Of course, there’s a lot more going on besides. There are plenty of companies outside the unicorn spotlight and their stories are definitely worth sharing.

Let’s dive into the week that was in venture-land!

Content Customization Nets Capital

DataSine is a London-based company that got its start helping banks and other financial institutions seem more personable to their customers (a tall order for a famously stodgy industry). The company combines expertise in machine learning and psychology to create psychological profiles of users, which it uses to match content from the company’s creative or marketing team that the recipient is most likely to respond to. The gist: marketing teams will get to spend more time being creative and less time setting up A/B tests or agonizing over semantics.

On Thursday, DataSine announced it closed $5.2 million in Series A funding. The deal was led by Pentech and Propel Venture Partners. Several other investors participated in the deal.

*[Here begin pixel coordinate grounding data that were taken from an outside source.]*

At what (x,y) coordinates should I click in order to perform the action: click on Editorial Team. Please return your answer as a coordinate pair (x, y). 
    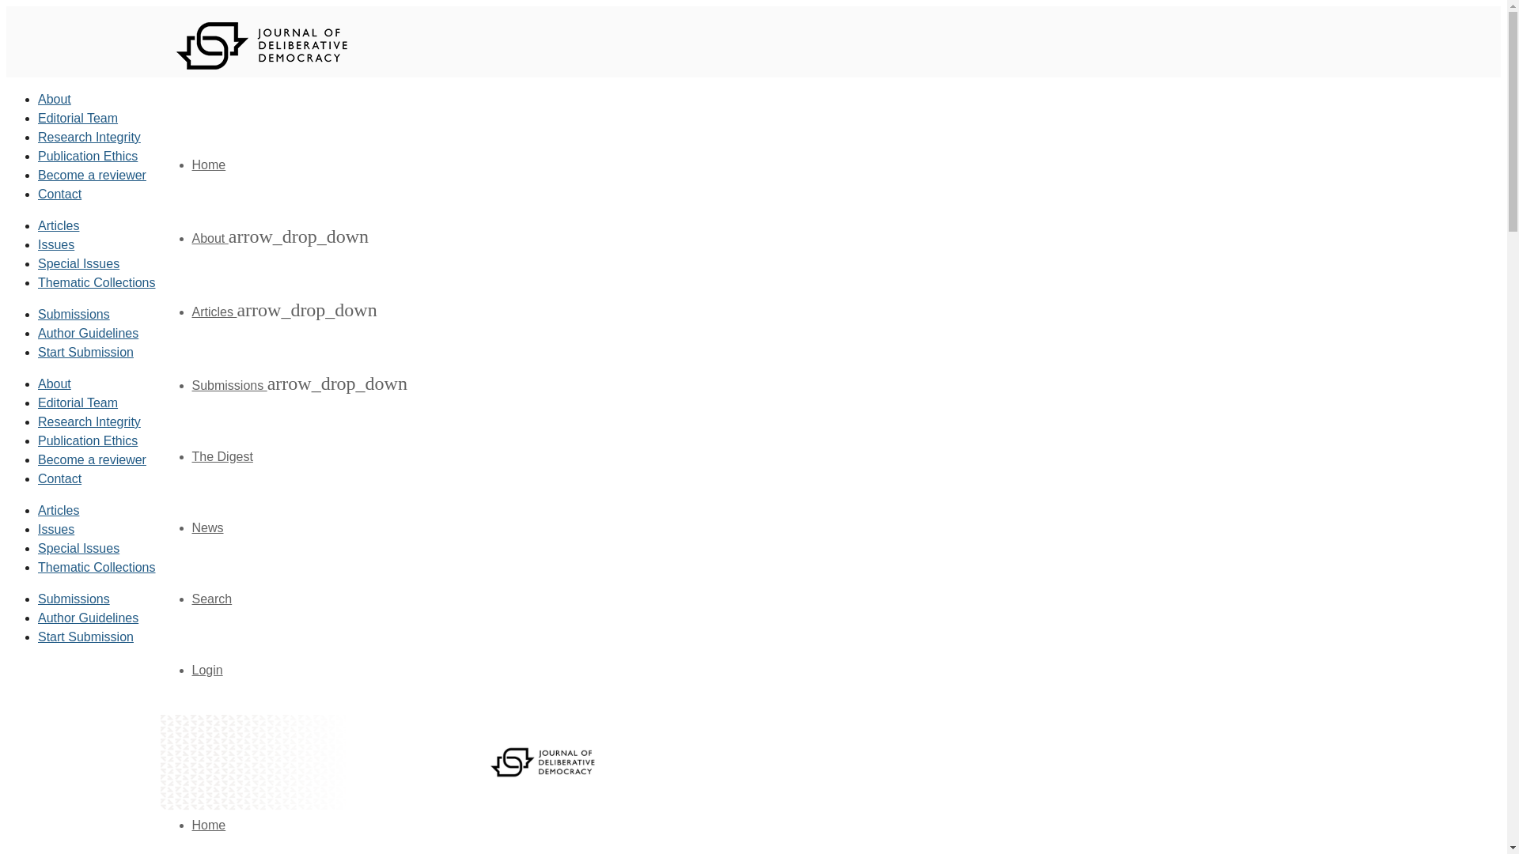
    Looking at the image, I should click on (78, 403).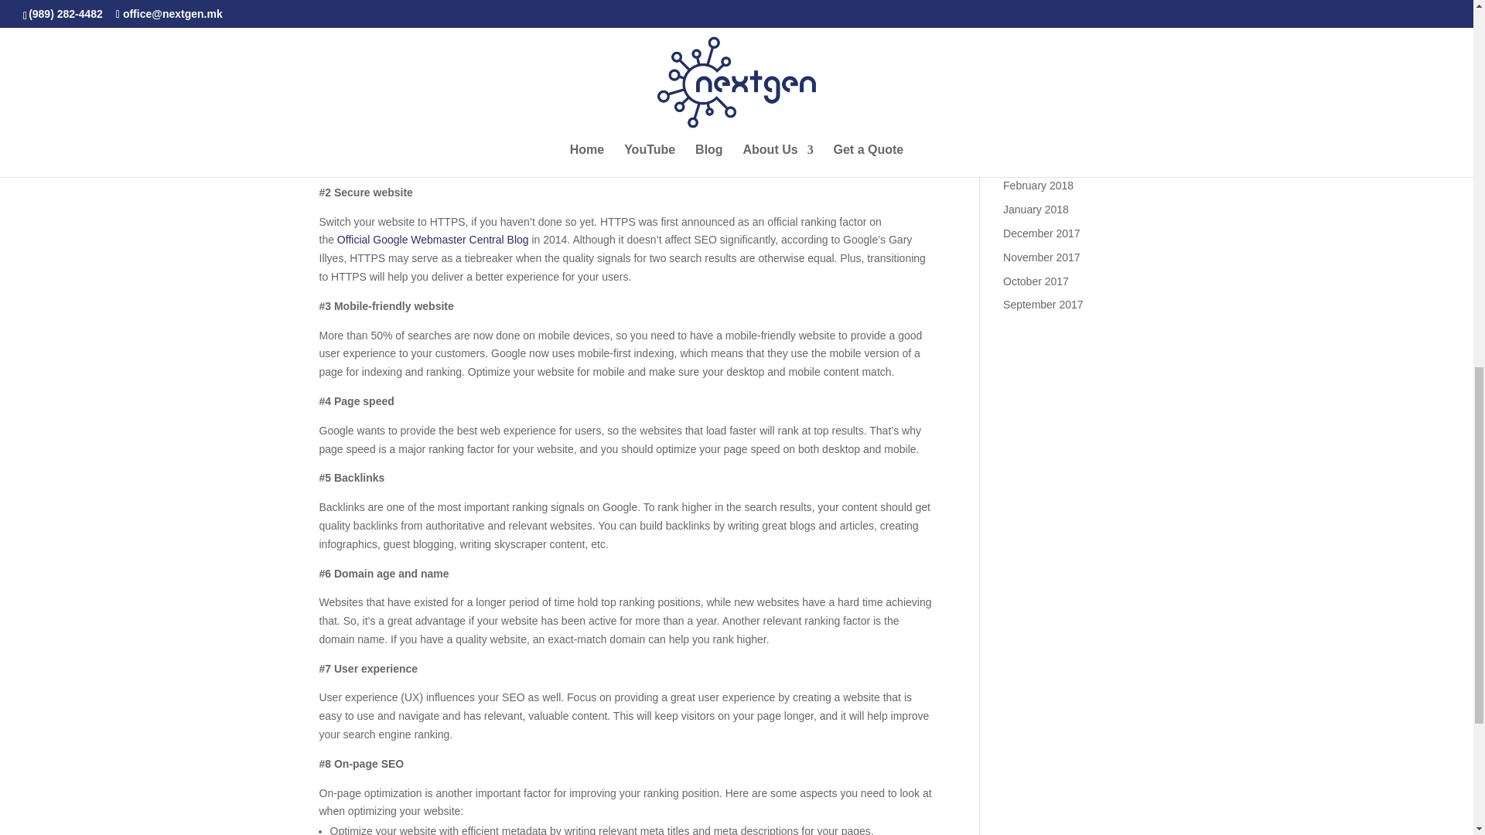  What do you see at coordinates (432, 240) in the screenshot?
I see `Official Google Webmaster Central Blog` at bounding box center [432, 240].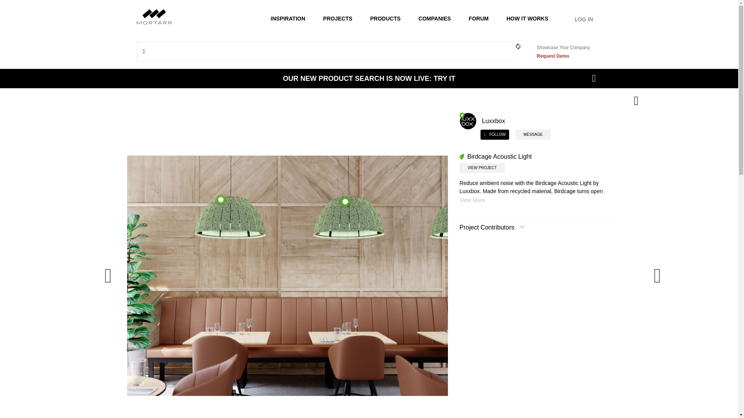 The height and width of the screenshot is (418, 744). I want to click on INSPIRATION, so click(288, 19).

DataSine has since expanded its product offering beyond banks, letting businesses from all sectors personalize content displayed to current or prospective customers. DataSine’s collaborative, content personalization platform, called Pomegranate, “applies machine learning to behavioral data that companies already collect to build customers” to “guide marketers in tailoring a range of content elements, including words and images,” according to the company.

Pomegranate is currently in beta and will roll out publicly in March. The company says Pomegranate already integrates with marketing tools like MailChimp and HubSpot.

DataSine already serves many enterprise customers in Europe, and “has helped achieve uplifts of up to 80% in engagement and 71% in sales,” according to a statement from the company. As more of our interactions with companies shift from offline to online, content personalization will likely only grow in importance.

Other Interesting Rounds

  • Continuing on the theme of sales and marketing, we’ve got San Francisco-based Gong.io, which just closed a $40 million Series B round led by Battery Ventures. The company builds “conversation intelligence” tools for sales teams. Basically, its an intelligent digital assistant that listens in to sales calls and offers sales professionals real-time feedback on how the call is going and what information to prompt for next. AIs will probably never haggle over a deal with one another (that’s what optimization functions are for), but they may already give the person on the other end of the line an edge.
  • Milan-based Yolo Insurance raised €5 million in a Series A round, which was led by Intesa Sanpaolo. Italian investors Neva Finventures, Net Insurance, Miro Ventures, and Barcamper Ventures participated in the round. The company, whose name is oddly on-the-nose (given its business) and seems to reference the English phrase “you only live once,” Yolo Insurance brokers a wide range of insurance policies (from home appliances to dogs to dental care) from existing Italian insurers on demand through digital channels.
  • There may be no better time to be a milk drinker, if you want to use an expansive definition of milk. Most fancy grocery stores feature “milk” extracted from all manner of nuts, grains, and legumes, all of which provide an animal-free substitute for moo juice. However, if you need the real thing without the environmental and animal welfare concerns associated with dairy cows, biotech might provide an answer. Perfect Day Foods produces dairy proteins (casein and whey) without cows’ involvement by using specifically-cultured microflora, which makes the proteins. It’s also lactose-free. Based in Berkeley, CA, the food-tech-meets-life-sciences company raised $34.8 million in a Series B deal co-led by Archer Daniels Midland Co., Horizons Ventures, and Temasek Holdings.

That’s all for this week! Have an adventurous weekend.